Good food is not important—actually in some sense the opposite is true! If I’m sitting someplace for four or five hours, the danger is that I take another bite and then another—usually of something sweet or a lot of calories—so I prefer places with bad food. Bad food is better. And the quality of the coffee is completely immaterial. I hate the smell of coffee—I cannot even enter a Starbucks. So it’s only the atmosphere that matters, and I don’t mind if the places are empty—I feel very at ease if there are only one or two people.
Do you chat?
There is a café that in Tel Aviv that I go to once every two weeks, more or less, and it’s nice to have a three or five minute conversation with the people who are always there, to say “Hi, how are you?” or to hear some interesting idea, and then continue with my work. People know from my face not to disturb me when I’m sitting there working. I am not alone: I’m socially active on one side, and on the other side I’m doing my work. That’s ideal.
Better than working in your office or a library?
I’m very serious about this—I think cafés have real academic value. It’s not just for fun. For fun, there are bars and sports, but there are many people who find cafés a very nice, very comfortable, very relaxing, very inspiring place for work. There is by nature a basic conflict in the life of an academic between a social life and academic life. In academic life, in some sense, you are lonely, whereas in social life you are with people. I think that a café is a nice bridge between the two. You can do both. I really feel that some of the cafés in the world are intellectual environments not less than Harvard.
You know, I’m an establishment guy—a professor here at NYU and a professor in Tel Aviv, and I’m enjoying that life. But I have to say that sometimes seeing people sit, and work, and write, and think in a café makes me...well not quite envy them, but admire them. This is partly a self-criticism or self-reflection about who I am and what I do in life.
What’s the greatest epiphany you’ve had in a café?
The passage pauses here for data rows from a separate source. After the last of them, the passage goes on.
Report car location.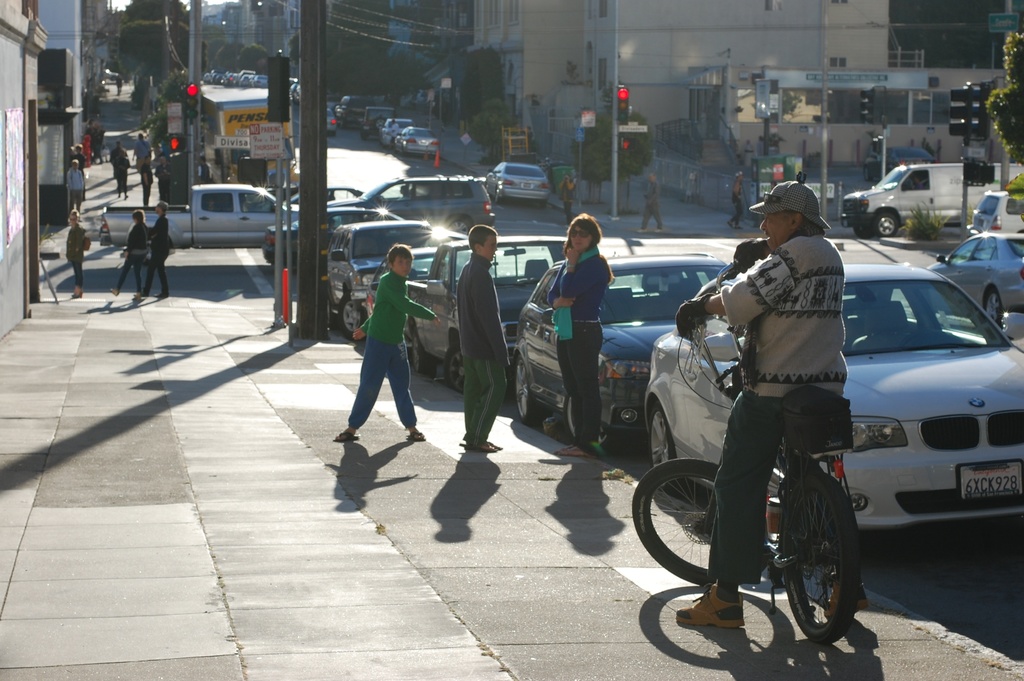
Report: (left=290, top=83, right=300, bottom=101).
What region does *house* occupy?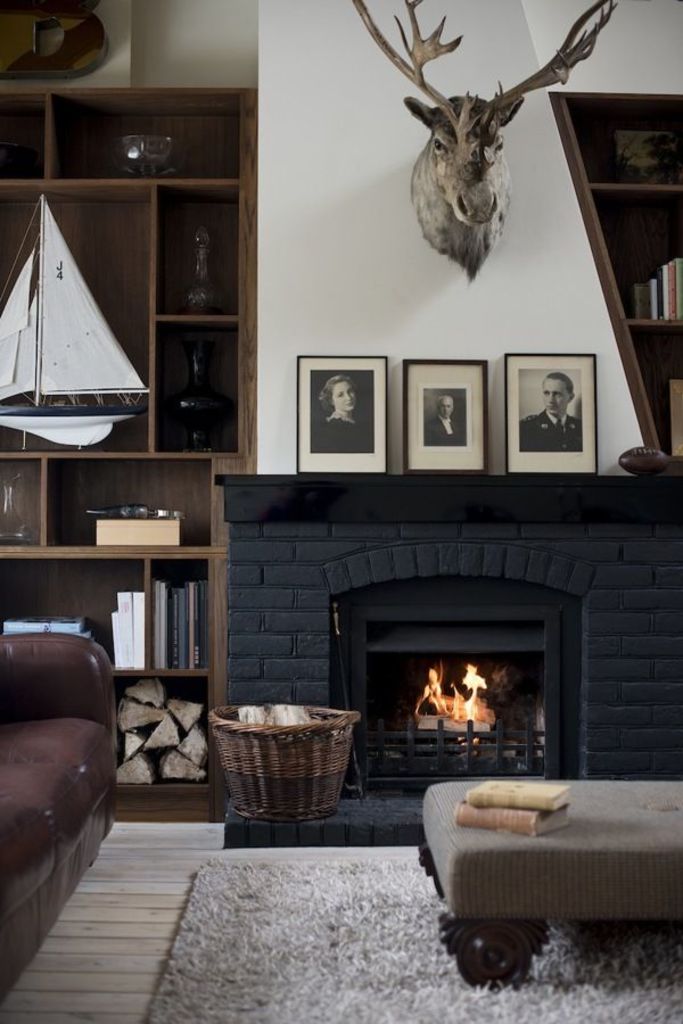
rect(0, 0, 682, 1023).
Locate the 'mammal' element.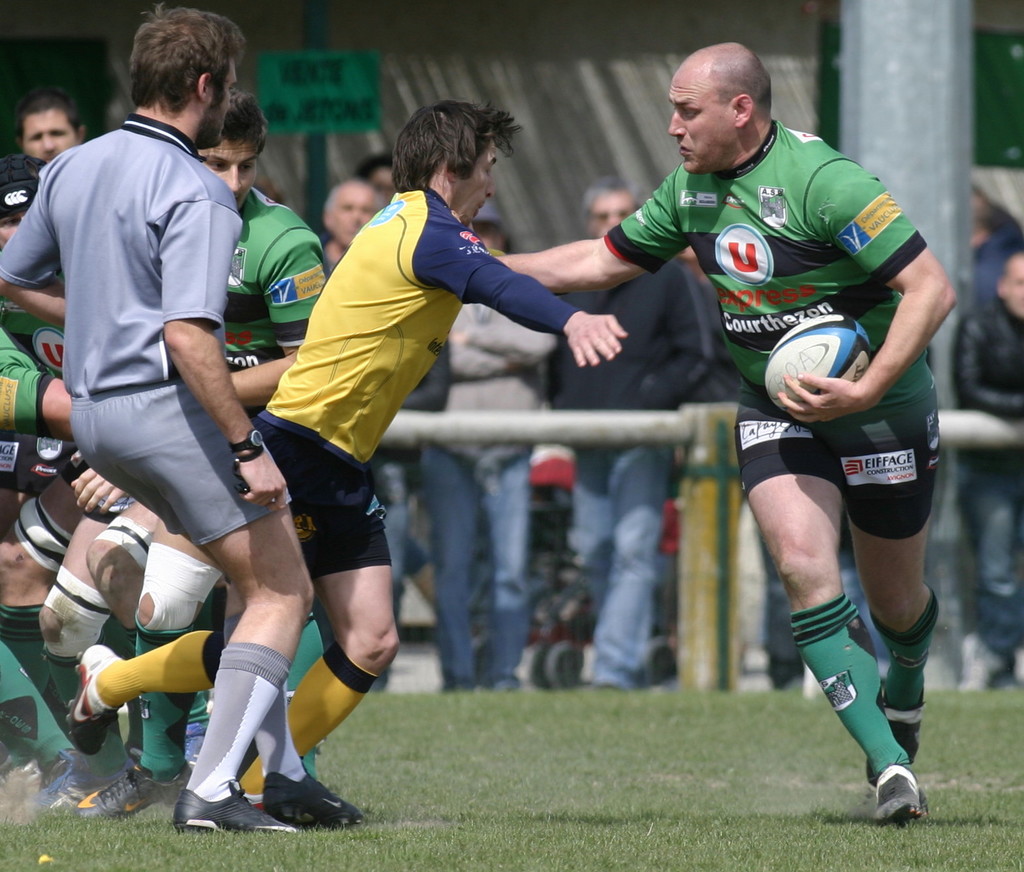
Element bbox: bbox(15, 89, 216, 770).
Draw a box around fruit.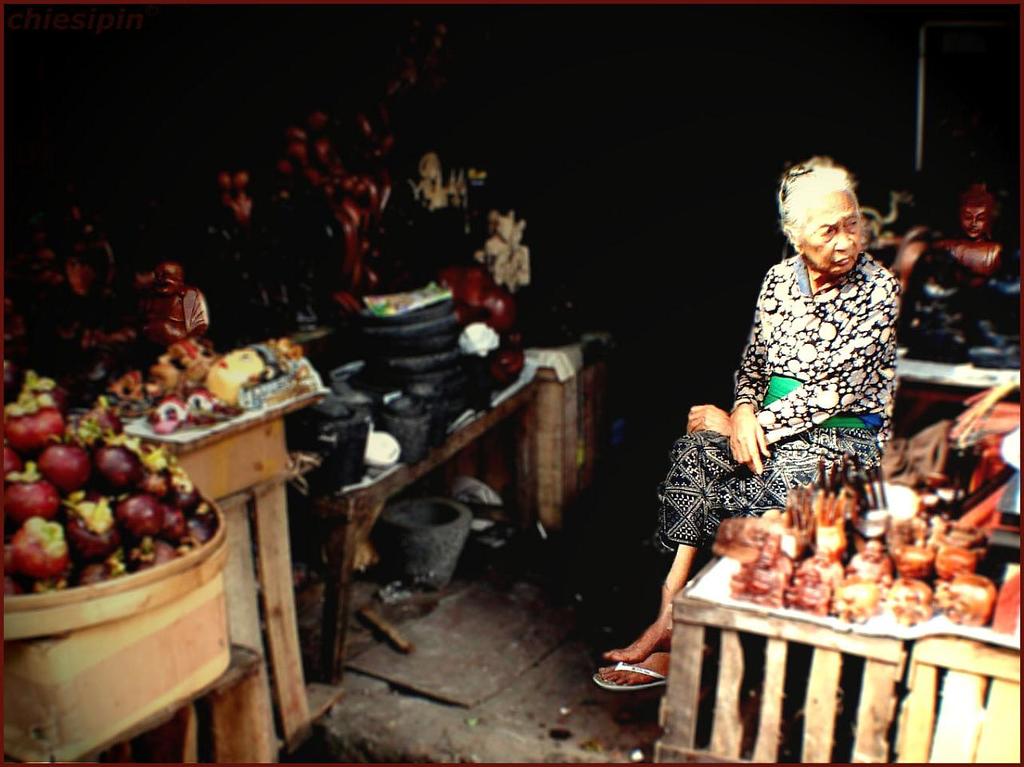
rect(9, 520, 70, 575).
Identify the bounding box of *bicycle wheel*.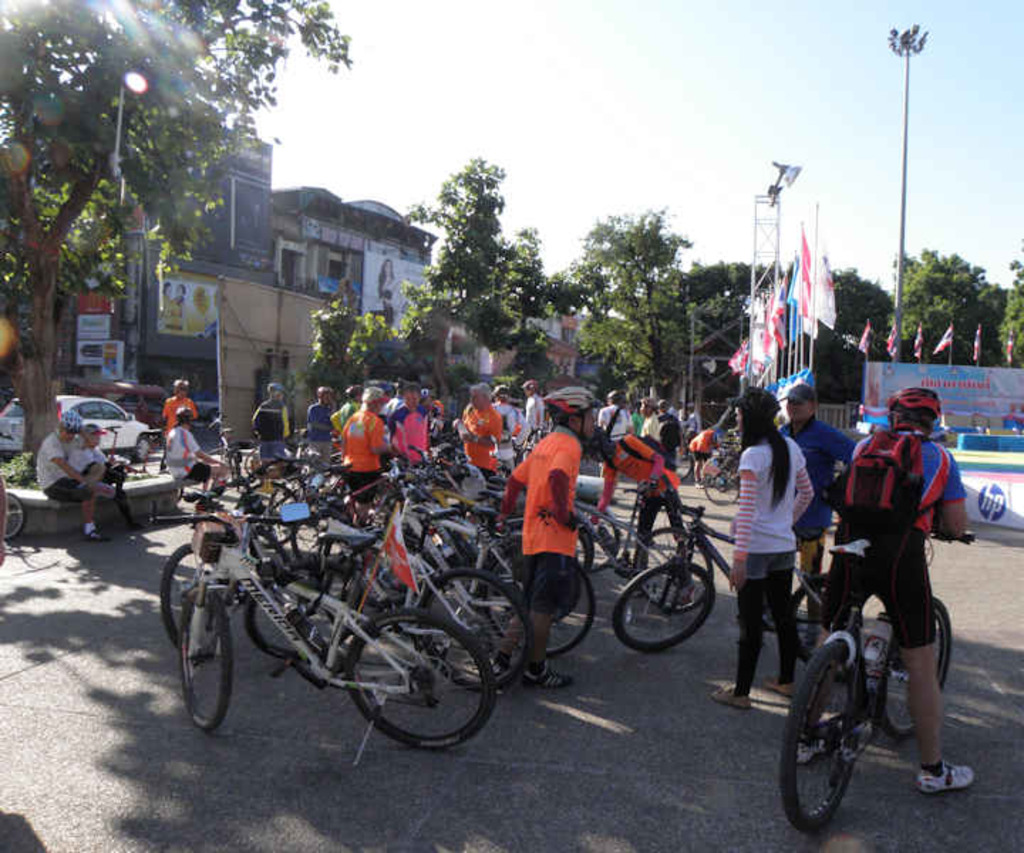
BBox(239, 451, 260, 483).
It’s hard to say, but the main idea of what we call “the absent-minded driver’s paradox” (see pages 7 and 8 in this paper titled, On the Interpretation of Decision Problems with Imperfect Recall) was created in Cafe Tamar in Tel Aviv.
Were you in cafés as a child?
No, not at all. I was born and brought up in Jerusalem. During my childhood, some of the old generation who came from Europe sat for hours in the café, not working, but chatting. That was not a place where I would feel comfortable. Now, of course, I miss those places, as they don’t exist anymore. Really the first time I went in a café was when I was 27, and I went to Vienna for my first international conference. It was my first time leaving Israel, and the place fit my romantic image of cafés where intellectuals would sit for a long time and debate.
Are you a people watcher?
Oh yes. In a café in Amsterdam recently I saw these two people—a man and a woman—who were not young, and who were sitting not quite together, but there was clearly something there between them. I don’t quite know what. I’m always surprised to see that sort of gentle interaction between people.
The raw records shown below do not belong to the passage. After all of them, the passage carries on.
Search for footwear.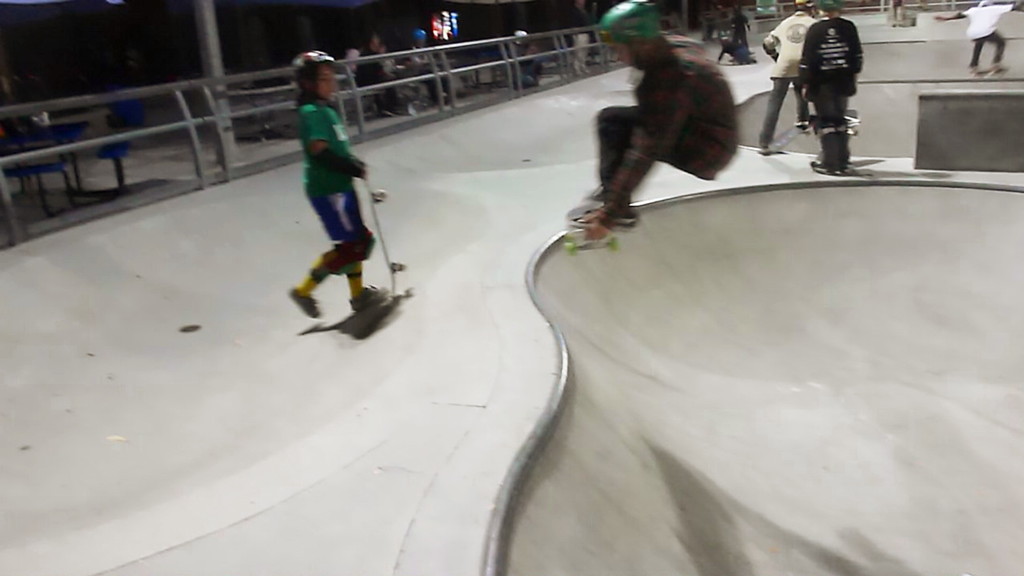
Found at [left=790, top=116, right=808, bottom=125].
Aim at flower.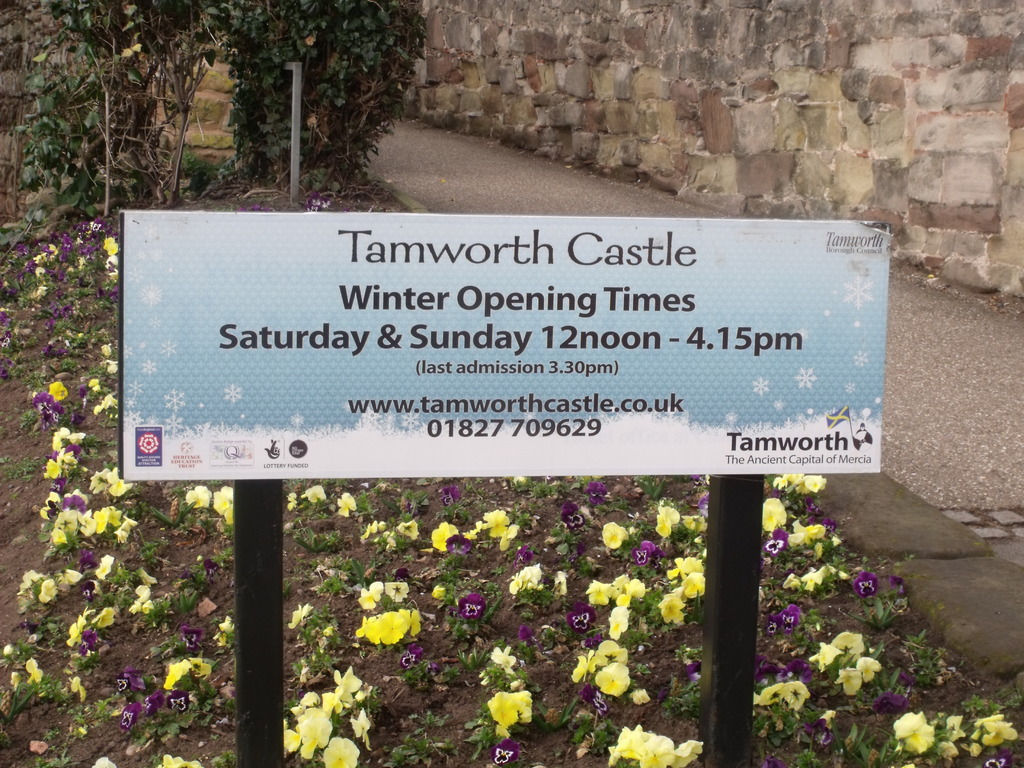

What’s the most unusual café you visited recently?
I went to Seoul, Korea last summer for the first time, where everyone seemed very crazy about studying for many hours, very very late. The café there reminded me very much of a library. Every time I visit a foreign city, it’s a whole process to find a new place. I feel like my heart is beating, getting ready to see something new. What will I find here? I’m amazed to find that’s what I feel.
Are café owners generally flattered to be included in your directory?
Oh yes, sometimes very much. Sometimes small cafés are so excited to be included that they put my poster up on their wall. And not just cafés! The other day, for example, a friend sent me a picture of my poster hanging in a corridor at Harvard—which of course I immediately posted on Facebook. The “University of Cafés” gives me the feeling I’m doing something good for people. It’s a way of communicating with a smile. The amount of people who read my economics articles is between zero and 10—maybe 20, if I’m lucky. So really this is my way of communicating. I don’t charge for the poster because it is my feeling that this is my contribution to the world.